Thanks for your answers to my questions recently! They're much appreciated. I was just wondering how scholars were able to derive phonetic value from cuneiform scribes when they first decoded Akkadian and Sumerian? I've never quite understood that. Hopefully you can shed some light on the topic. Cheers!
Silim, and certainly!
The short answer is, Cuneiform languages were deciphered backwards in time. If you’ve heard of the Rosetta Stone, you know that Egyptian hieroglyphics were deciphered using that document (and other works) which included both the hieroglyphics and other languages (in that case, Greek). The decipherment of Cuneiform languages used basically the same process.
The first cuneiform language decoded was Old Persian, which was written with a late variety of cuneiform that was primarily phonetic and was pretty easily decipherable using documents of the Rosetta Stone type. It was also easy to verify as it’s a direct ancestor language to modern Persian.
From there, several different people, notably Henry Rawlinson and Edward Hincks, worked independently to use another set of “rosetta stones”, most famously the Behistun Inscription, to decipher Akkadian. Exactly how they did so is actually not fully understood (this happened in the 1850s, so not all their documents have been preserved) but an independent jury found that the decipherments seemed legitimate and matched with one another, so Akkadian was declared deciphered in 1857. For a description of this process, I recommend Daniels’ The World’s Writing Systems (1996).
And from there, Sumerian was actually the easiest jump — we have a large number of “schoolbook” tablets intended to teach Akkadian speakers how to write and speak Sumerian, since the governments of Assyria & Babylonia used Sumerian for documentation etc. long after it was commonly spoken. These illustrated both how to write and say a large number of Sumerian words, so decipherment was easy.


**Aim of the exercise**. Restate, word for word and with no pictures, the stretch of lines in the data below that begins at the line with "Where is each" and ends at the line with "UI element localization: list", inclusive.

**Records shown**.
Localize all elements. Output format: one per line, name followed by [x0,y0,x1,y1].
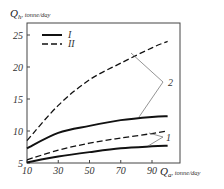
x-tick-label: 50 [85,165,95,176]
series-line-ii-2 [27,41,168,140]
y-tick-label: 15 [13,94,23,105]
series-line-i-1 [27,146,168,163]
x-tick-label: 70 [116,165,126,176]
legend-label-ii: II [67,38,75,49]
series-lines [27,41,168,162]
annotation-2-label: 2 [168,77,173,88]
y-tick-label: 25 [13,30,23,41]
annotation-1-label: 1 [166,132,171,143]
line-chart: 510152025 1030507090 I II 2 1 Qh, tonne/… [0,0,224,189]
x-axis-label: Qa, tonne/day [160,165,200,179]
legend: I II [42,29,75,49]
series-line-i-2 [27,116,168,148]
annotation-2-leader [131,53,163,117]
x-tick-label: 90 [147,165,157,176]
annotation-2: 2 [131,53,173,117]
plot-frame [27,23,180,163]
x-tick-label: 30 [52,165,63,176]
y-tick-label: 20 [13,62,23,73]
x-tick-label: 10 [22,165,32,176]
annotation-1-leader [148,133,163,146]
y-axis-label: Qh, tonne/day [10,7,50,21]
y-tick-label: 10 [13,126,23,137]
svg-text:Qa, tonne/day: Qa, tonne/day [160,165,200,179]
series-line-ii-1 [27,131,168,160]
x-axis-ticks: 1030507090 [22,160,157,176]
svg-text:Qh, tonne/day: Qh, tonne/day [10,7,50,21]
* * *
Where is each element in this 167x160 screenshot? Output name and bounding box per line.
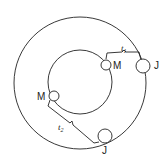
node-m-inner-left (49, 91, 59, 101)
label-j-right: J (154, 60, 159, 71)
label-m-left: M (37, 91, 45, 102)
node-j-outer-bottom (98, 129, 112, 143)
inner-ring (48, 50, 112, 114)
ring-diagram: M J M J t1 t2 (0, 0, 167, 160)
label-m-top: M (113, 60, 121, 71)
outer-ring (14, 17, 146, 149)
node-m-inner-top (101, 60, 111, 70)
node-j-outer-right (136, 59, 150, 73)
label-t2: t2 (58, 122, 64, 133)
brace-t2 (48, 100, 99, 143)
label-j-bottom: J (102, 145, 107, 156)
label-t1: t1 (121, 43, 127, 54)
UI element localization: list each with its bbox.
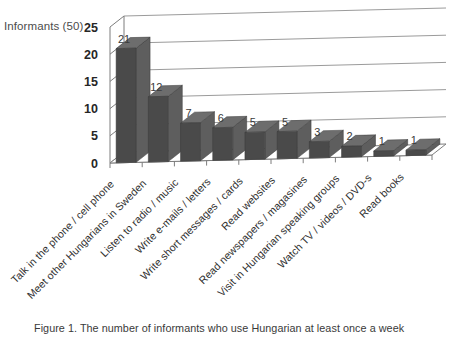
---
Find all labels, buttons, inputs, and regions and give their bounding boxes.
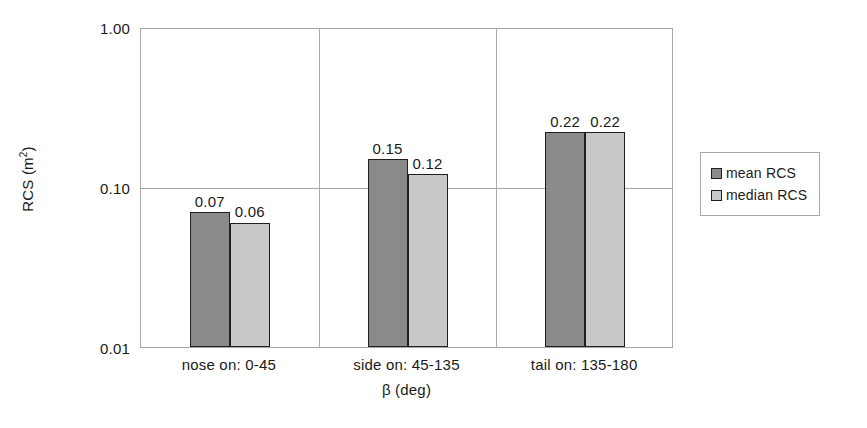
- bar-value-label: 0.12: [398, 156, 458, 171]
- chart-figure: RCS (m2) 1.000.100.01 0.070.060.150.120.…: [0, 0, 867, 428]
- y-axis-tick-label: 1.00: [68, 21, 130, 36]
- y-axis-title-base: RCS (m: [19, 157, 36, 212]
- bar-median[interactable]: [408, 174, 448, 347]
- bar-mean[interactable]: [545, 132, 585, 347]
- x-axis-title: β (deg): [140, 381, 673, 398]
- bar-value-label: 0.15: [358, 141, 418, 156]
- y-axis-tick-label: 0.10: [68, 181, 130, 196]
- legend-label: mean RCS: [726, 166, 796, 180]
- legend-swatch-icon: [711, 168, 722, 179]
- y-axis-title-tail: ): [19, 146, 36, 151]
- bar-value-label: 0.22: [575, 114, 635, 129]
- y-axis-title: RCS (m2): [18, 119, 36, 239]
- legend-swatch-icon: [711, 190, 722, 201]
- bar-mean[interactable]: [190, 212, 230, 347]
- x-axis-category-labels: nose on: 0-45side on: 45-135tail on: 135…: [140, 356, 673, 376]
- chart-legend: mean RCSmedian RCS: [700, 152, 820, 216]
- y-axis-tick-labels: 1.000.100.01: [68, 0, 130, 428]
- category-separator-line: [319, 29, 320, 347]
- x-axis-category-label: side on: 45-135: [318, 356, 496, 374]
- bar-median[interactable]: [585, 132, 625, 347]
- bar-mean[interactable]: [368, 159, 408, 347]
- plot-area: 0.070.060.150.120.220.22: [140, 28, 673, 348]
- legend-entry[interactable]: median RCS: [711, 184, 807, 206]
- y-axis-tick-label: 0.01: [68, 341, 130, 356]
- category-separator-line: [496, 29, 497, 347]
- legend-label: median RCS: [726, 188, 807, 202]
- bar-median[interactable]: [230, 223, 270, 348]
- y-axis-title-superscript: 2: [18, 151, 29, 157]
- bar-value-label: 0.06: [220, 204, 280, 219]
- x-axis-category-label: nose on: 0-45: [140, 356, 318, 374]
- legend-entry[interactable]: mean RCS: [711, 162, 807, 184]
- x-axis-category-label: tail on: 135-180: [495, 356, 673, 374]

**Answer**.
Where is each element in this 167x160 screenshot? Output name and bounding box per line.
node-m-inner-left (49, 91, 59, 101)
label-j-right: J (154, 60, 159, 71)
label-m-left: M (37, 91, 45, 102)
node-j-outer-bottom (98, 129, 112, 143)
inner-ring (48, 50, 112, 114)
ring-diagram: M J M J t1 t2 (0, 0, 167, 160)
label-m-top: M (113, 60, 121, 71)
outer-ring (14, 17, 146, 149)
node-m-inner-top (101, 60, 111, 70)
node-j-outer-right (136, 59, 150, 73)
label-t2: t2 (58, 122, 64, 133)
brace-t2 (48, 100, 99, 143)
label-j-bottom: J (102, 145, 107, 156)
label-t1: t1 (121, 43, 127, 54)
UI element localization: list each with its bbox.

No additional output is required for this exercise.